All the tools are already there, and there's the knowledge to recreate any tools missing.

I don't think it'd be that bad.

The problem for a city like Paris is getting rid of all the water going through it when you get slightly more rain than usual and it has a pretty darn complex anti flood system with artificial lakes before and after it to ensure it doesn't become Venice every time it rains. All the sewers would be clogged, the aforementioned complex system of flood prevention wouldn't work and without electricity you wouldn't be able to use pumps on a scale large enough to save it either. Remember that powerplants won't last a couple of days without someone able to manage them and they are the things enabling to maintain all that.

A power plant exploding isn't that damaging directly, the issue is the radioactivity, look at the explosions of Chernobyl and Fukushima. A building standing isn't equal to a building functioning, if all your vital infrastructures are destroyed you can consider it destroyed. It's a bit like dying from internal bleeding or an organ failure, you didn't lose a limb but you are still dead.

those are all terrible ways to die

But all the building has to do is provide ready shelter, in this post apocalypse, though I see what you mean about paris and the water, I imagine that could be very damaging to infrastructure, causing collapses.

You know what, I want a spinoff about Senku's dad and how he founded the village after returning to earth mere months after every one got stoned

> Chernobyl and Fukushima
In both cases it was manual human intervention that prevented automatic safety systems from doing their job.

Or suicide by space vacuum

How many automatic safety devices are in place to prevent a city from basically exploding?

>But all the building has to do is provide ready shelter
You aren't going to rebuild humanity with a simple shelter.

Water is a bitch, fire is a bastard and don't get me started on winter.

But the explosions themselves didn't do much damage to other buildings.

That would make my blood boil.

>Water
Even if the plumbing does all just basically explode, there are still dams and reservoirs, and countless survivalist stores full of water cleansing chemicals and shit until you get something more permanent working.
>Fire
You mean making it or putting it out? Making it would be piss easy, and as for putting it out, eh I guess. If lightning strikes a building and lights it up, it'll spread through the city before you can put it out.

Though I can't imagine why all these cities would just start to burn. Even if they did there are towns further in the countryside.

>Winter
Fireplaces.

A city's not supposed to spontaneously explode as soon as nobody's looking in its general direction. Sure it will flood and freeze and maybe burn somewhere, but it won't be completely impossible to survive within one while preserving at least some tools and literacy.
Either something other than stoning happened before emergency landing or at some point survivors decided to do a full reset for some reason.

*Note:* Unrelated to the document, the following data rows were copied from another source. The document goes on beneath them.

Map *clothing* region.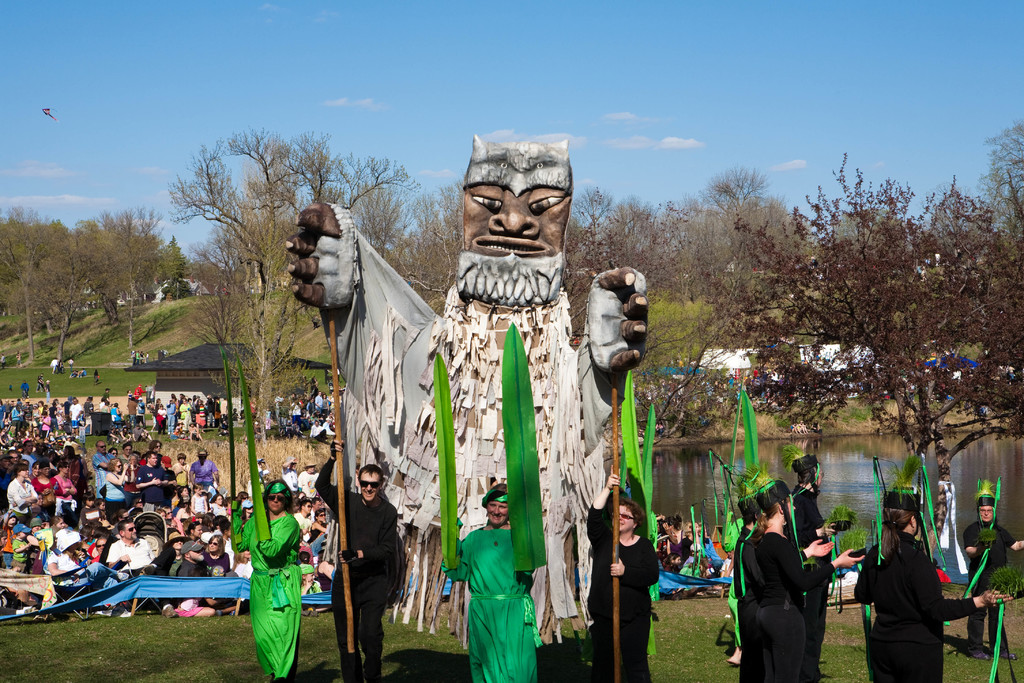
Mapped to BBox(962, 520, 1013, 647).
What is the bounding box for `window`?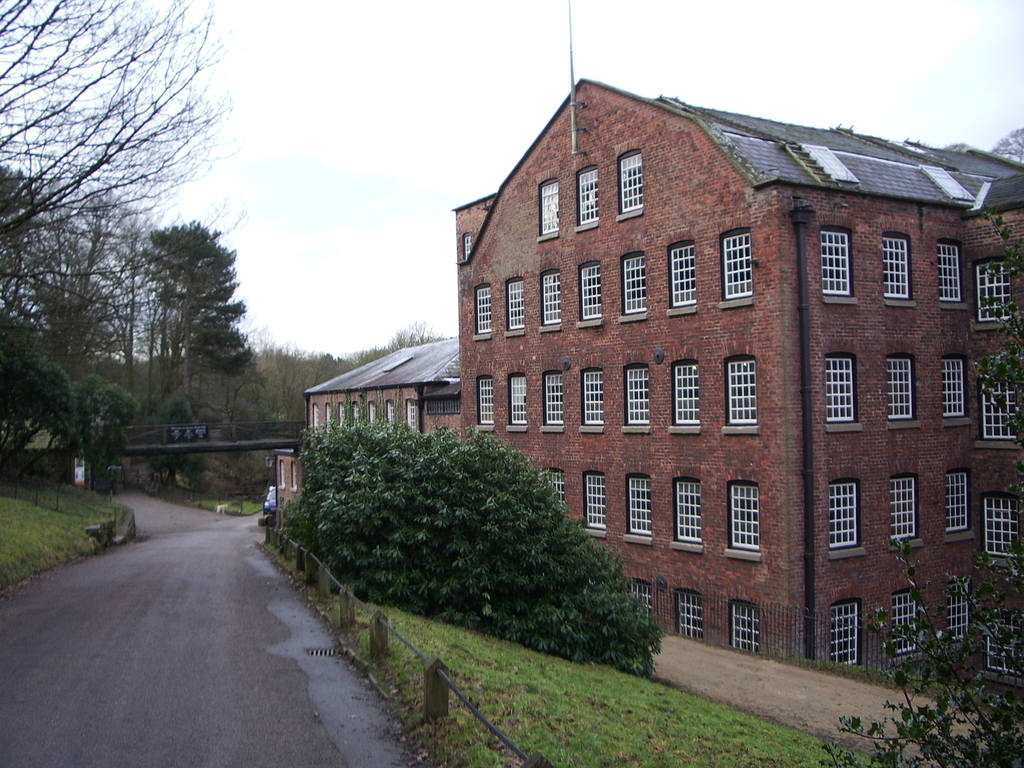
(left=584, top=472, right=607, bottom=539).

>survivors decided to do a full reset for some reason.
This is the most likely cause I think. Three millennia is a long time. It's possible for a few centuries technology continued to stagnate, but then some one like the dude who now leads the chad army came along and convinced every one to fuck off into the wilderness. Not likely though seeing as it's senku's own tribe who are now stoneage savages.

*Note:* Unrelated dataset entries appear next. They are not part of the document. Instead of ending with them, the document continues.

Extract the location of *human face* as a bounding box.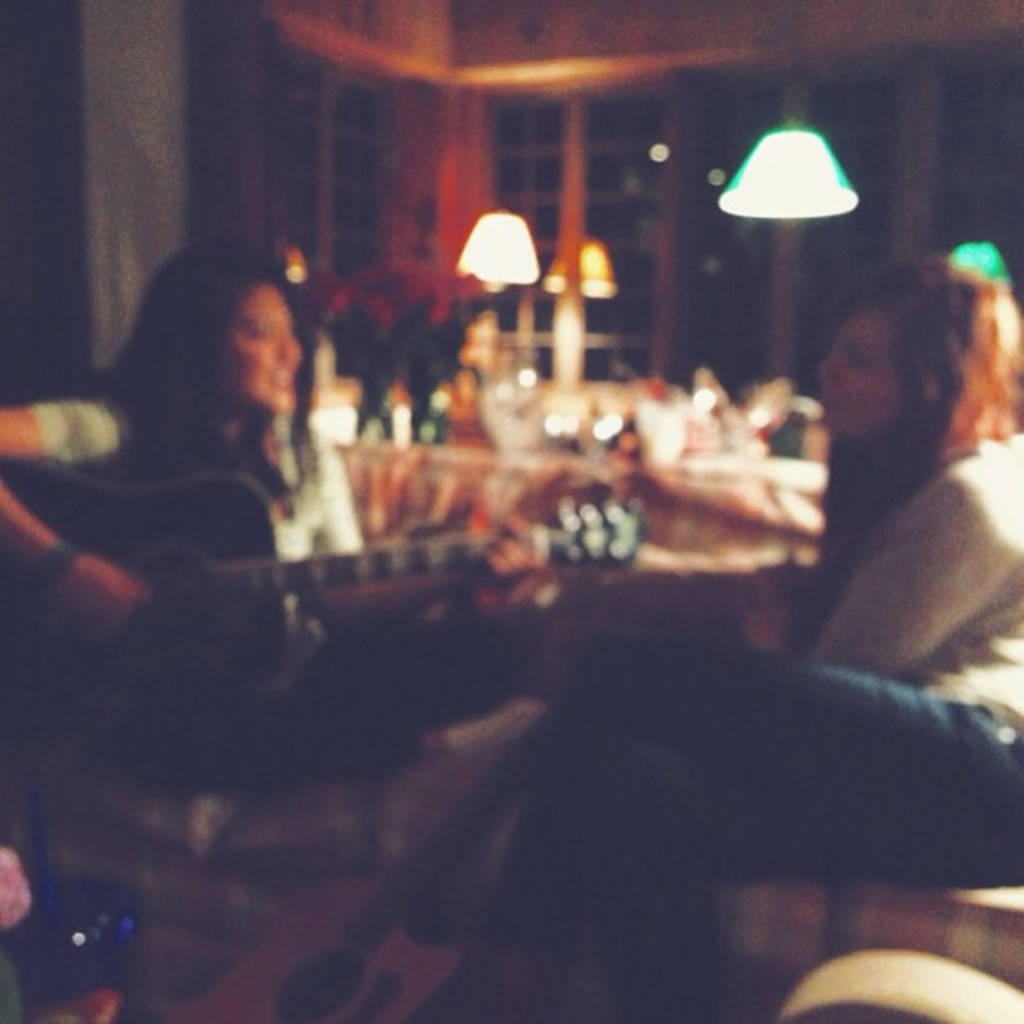
left=211, top=281, right=308, bottom=405.
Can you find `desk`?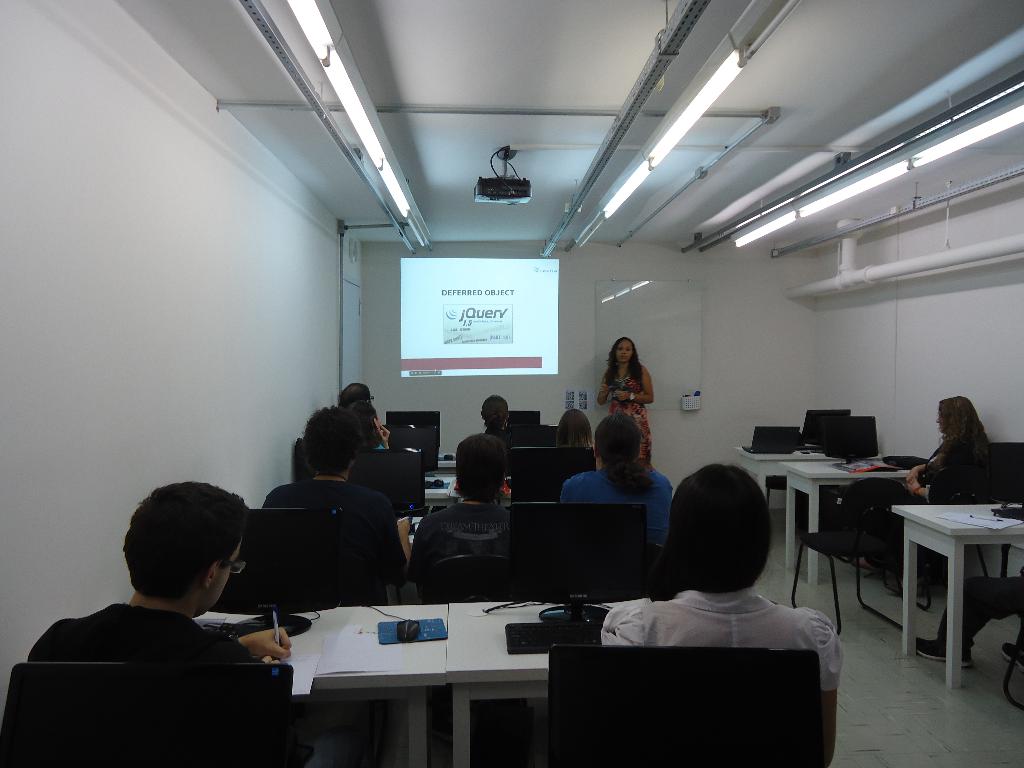
Yes, bounding box: 772:458:918:590.
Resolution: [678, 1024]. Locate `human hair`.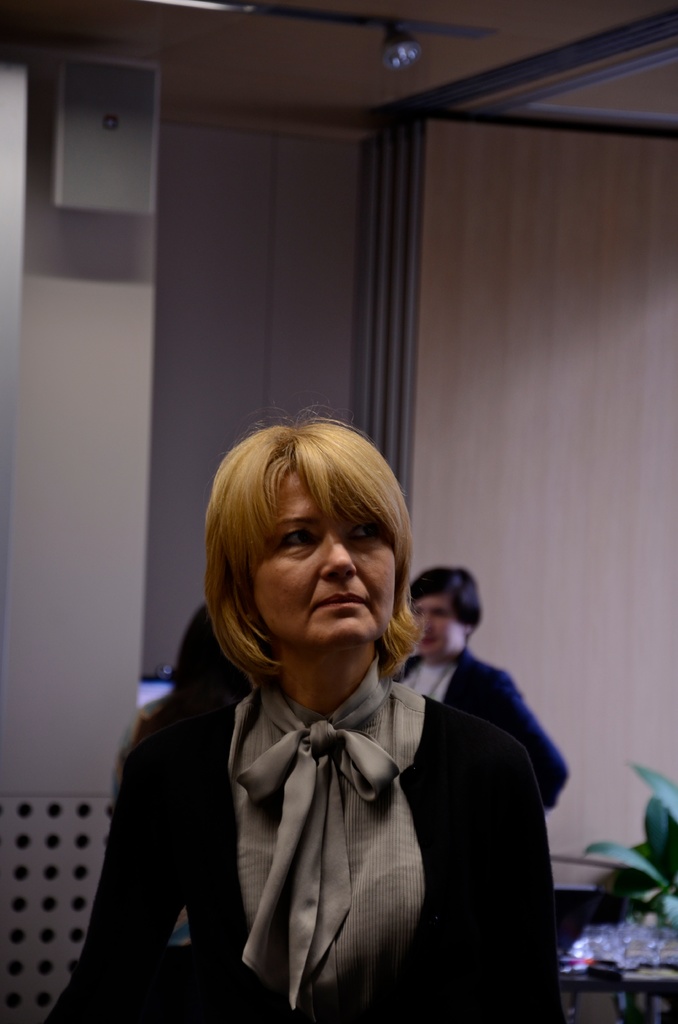
403/566/485/638.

You know, it's possible there was some kindo f schism, and there's a hyper technological remnant hidden in a bunker somewhere. That would be interesting.

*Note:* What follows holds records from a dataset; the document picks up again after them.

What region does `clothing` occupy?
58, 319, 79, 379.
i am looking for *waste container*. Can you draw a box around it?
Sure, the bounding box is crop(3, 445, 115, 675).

>implying an emergency spillway failure can't destroy a dam
A dam isn't a magic tool that stops all water, it needs maintenance therefore manpower and it can be destroyed if the flow of water augments past a certain point. Don't underestimate its destructive capacities.

>Fireplaces.
The cold can permanently fuck up modern houses without proper heating.

Or they simply faced the same issue as Senkuu, they had the theory but not the craft. Working copper and bronze is "easy" today, now do it without any electricity and you'll see that it will take ages to get a single decent tool.
My theory is that they managed to have a small conflict after a few generations killing too many useful hands.

The entire manga makes zero sense and you mind about that, of all things?